◆ EXERCISE DETAILS ◆
Output only the stretch of the listing that starts at the line containing "What do you see at coordinates (523, 260)" and ends at the line containing "Image resolution: width=1325", reproduced exactly with both ends.

.....

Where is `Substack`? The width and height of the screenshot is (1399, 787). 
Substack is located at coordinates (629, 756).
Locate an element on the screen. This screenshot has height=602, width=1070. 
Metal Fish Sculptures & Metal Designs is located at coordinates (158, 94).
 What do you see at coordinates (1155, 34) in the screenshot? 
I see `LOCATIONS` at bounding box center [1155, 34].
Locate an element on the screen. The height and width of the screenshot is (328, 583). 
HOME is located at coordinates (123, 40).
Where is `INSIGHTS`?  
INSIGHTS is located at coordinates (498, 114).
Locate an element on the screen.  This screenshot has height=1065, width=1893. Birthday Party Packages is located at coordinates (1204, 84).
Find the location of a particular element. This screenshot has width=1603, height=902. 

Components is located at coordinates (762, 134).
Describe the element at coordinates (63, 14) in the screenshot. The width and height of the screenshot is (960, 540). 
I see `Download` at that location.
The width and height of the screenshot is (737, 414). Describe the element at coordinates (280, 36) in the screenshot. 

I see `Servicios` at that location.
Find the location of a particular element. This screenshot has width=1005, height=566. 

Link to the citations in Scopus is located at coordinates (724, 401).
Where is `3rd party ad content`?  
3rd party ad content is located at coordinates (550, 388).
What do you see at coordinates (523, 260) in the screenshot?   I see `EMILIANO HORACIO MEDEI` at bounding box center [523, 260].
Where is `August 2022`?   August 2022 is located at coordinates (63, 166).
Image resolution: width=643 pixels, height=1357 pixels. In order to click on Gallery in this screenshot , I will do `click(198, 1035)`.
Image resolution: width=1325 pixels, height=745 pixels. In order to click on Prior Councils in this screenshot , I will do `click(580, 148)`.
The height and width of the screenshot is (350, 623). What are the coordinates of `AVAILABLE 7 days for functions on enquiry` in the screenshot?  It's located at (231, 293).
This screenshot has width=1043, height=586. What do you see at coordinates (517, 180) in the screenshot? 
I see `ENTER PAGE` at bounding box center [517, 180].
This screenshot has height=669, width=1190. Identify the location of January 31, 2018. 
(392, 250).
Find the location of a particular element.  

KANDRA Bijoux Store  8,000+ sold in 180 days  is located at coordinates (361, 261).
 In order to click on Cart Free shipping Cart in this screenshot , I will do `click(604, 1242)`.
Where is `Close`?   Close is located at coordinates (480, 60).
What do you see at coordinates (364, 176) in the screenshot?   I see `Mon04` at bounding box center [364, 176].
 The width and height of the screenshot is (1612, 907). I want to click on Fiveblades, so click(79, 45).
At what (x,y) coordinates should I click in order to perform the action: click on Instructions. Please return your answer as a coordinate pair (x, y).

.....

◆ REPLY TO THE TASK ◆
What do you see at coordinates (523, 260) in the screenshot?   I see `EMILIANO HORACIO MEDEI` at bounding box center [523, 260].
Where is `August 2022`?   August 2022 is located at coordinates (63, 166).
Image resolution: width=643 pixels, height=1357 pixels. In order to click on Gallery in this screenshot , I will do `click(198, 1035)`.
Image resolution: width=1325 pixels, height=745 pixels. In order to click on Prior Councils in this screenshot , I will do `click(580, 148)`.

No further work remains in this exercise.